Arthur is hesitant to hire Morgan when Franco suggests he work as a delivery man. “Once a con, always a con,” Arthur says. Arthur and the rest of the gang make other jokes about ex-convicts. Characters discuss the ups and downs of marriage, including how boring it can be … except for the sex. (And even that’s not always that exciting, someone suggests.) Someone mentions going on a blind date with handcuffs in tow. Other jokes include sexual references, a mention of “lady parts,” fights with drunken men, murder, violence and the consumption and selling of drugs. Someone makes a careless joke about a man who has just died and his widowed wife. Native Americans are offhandedly referred to as “scalpers.”
God’s name is misused four times and the words “d–mit,” “d–n,” “a–,” “p–sed” and “shut up” are used once or twice.
When Franco drops his laptop in a vat of grease, he’s suddenly in the market for another one. His minimum-wage job doesn’t allow for that sort of purchase, so he takes a second job as a personal assistant to Fawz—Superior’s landlord and Arthur’s insensitive foil—to make some extra cash.

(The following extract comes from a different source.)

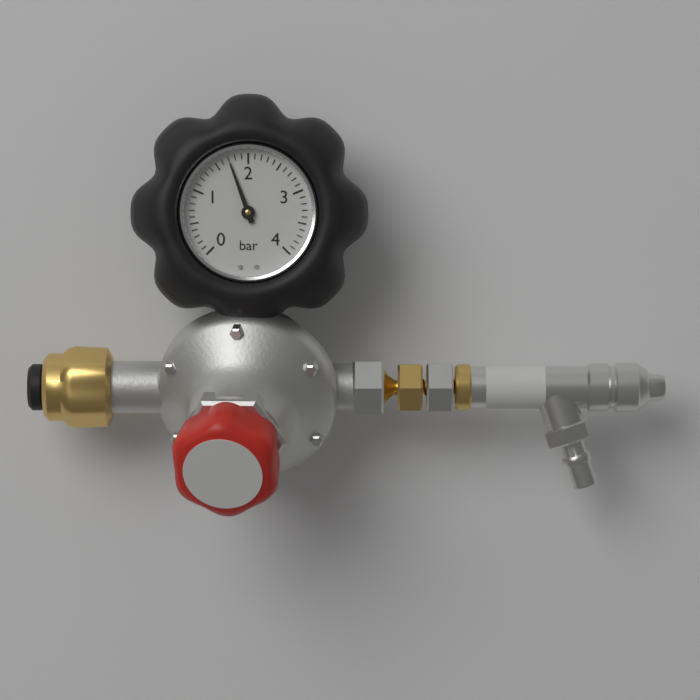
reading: 1.7 bar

Franco drops his laptop in the grease after his girlfriend apparently strips off her shirt to show Franco her bra. (We don’t see the bra, but we do see her beforehand on Franco’s laptop, and her shirt does reveal a bit of cleavage.) He talks about how the laptop saw him through many milestones—not just college and graduation, but various tawdry phases: “My Asian-girl phase; my big-butt phase; my big-butt, Asian-girl phase …” Tush suggests that another fetish (revolving around “long-haul lady truckers”) could be on the horizon. Cops Randy and James compare their expertise in penal codes, alluding to the double entendre the word implies. Randy mocks James’ geekiness, telling him that all the Comic-con-like events he wants to attend are “virgin-cons,” too. Tush tries to flirt with Maya. Maya laments how much she needs to have sex.
Fawz is called a racist and a misogynist, and he indeed hires Franco primarily to impress some black business owners. There’s a reference to meth use. Randy brags that she writes 15 tickets in three hours, picking off the “public urinators” around Chicago’s Wrigley Field one by one. Tush, who has taped money to his stomach, lifts up his shirt to pay Arthur. When Arthur says that he’s 25 cents short, Tush reaches to another place on his chest for change. “I hope this is a quarter, not a nipple,” he says.

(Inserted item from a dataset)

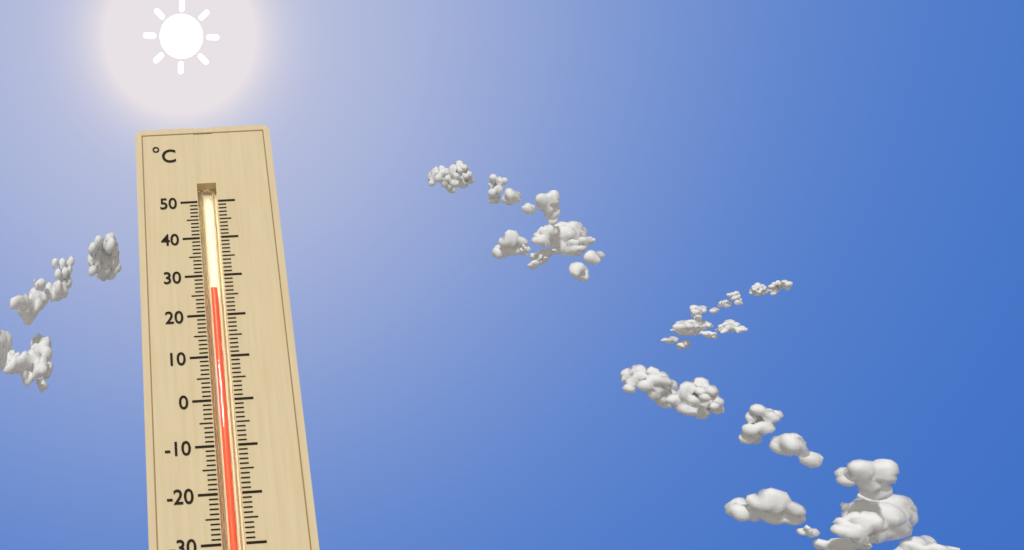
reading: 27 °C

Characters say “d–n” eight times, as well as a few uses of “a–,” “b–ch” and “h—.” Franco calls his girlfriend “honeybutt” (a word echoed by Arthur), and someone uses the word “sucks.”
Paul Asay has been part of the Plugged In staff since 2007, watching and reviewing roughly 15 quintillion movies and television shows. He’s written for a number of other publications, too, including Time, The Washington Post and Christianity Today. The author of several books, Paul loves to find spirituality in unexpected places, including popular entertainment, and he loves all things superhero. His vices include James Bond films, Mountain Dew and terrible B-grade movies. He’s married, has two children and a neurotic dog, runs marathons on occasion and hopes to someday own his own tuxedo. Feel free to follow him on Twitter @AsayPaul.
Kristin Smith joined the Plugged In team in 2017. Formerly a Spanish and English teacher, Kristin loves reading literature and eating authentic Mexican tacos. She and her husband, Eddy, love raising their children Judah and Selah. Kristin also has a deep affection for coffee, music, her dog (Cali) and cat (Aslan).